The article proposes a framework for using eye-tracking patterns as tools for identifying and supporting effective design patterns for various tasks.
Eye-scanning patterns were first identified in the late 19th century, and instead of focusing on specific patterns, it’s important to understand the central principle.
Eye-tracking is a reliable measurement tool that reveals how people actually scan the world, what captures their attention, and what gets ignored.
The study by Yarbus showed completely different scanning patterns for each task and revealed that people focus on faces, especially eyes.
Reading is not continuous, people don’t read lines linearly, but search for anchors and patterns hence recognizing patterns is important.
Nielsen's research showed Internet users tend to scan text in an F-shaped pattern and users typically skip long introductory paragraphs, suggesting text reduction.
Practical principles for supporting efficient scanning are eye-catching elements, design best practices, text organization best practices, removing excessive text.
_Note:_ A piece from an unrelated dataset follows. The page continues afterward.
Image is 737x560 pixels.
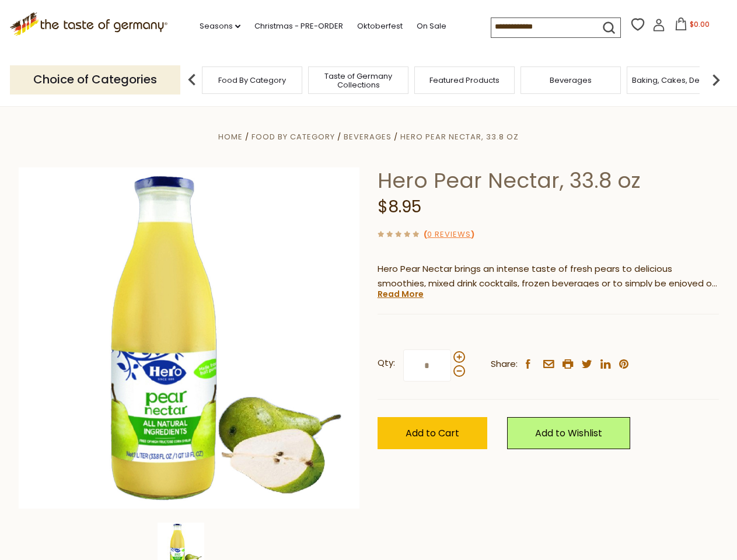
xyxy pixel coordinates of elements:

The F-pattern is just a small part of the picture, other patterns emerge when users have different goals or when the page is designed differently.
The professional approach is to recognize specific patterns for specific purposes, use future research to map common patterns for each goal and examine how design can be enhanced to guide users toward the optimal scanning pattern.
The interesting question is not 'how do people scan?' but rather 'what causes them to scan this way?' — a question that opens the door to a deeper understanding of user behavior and design that supports it.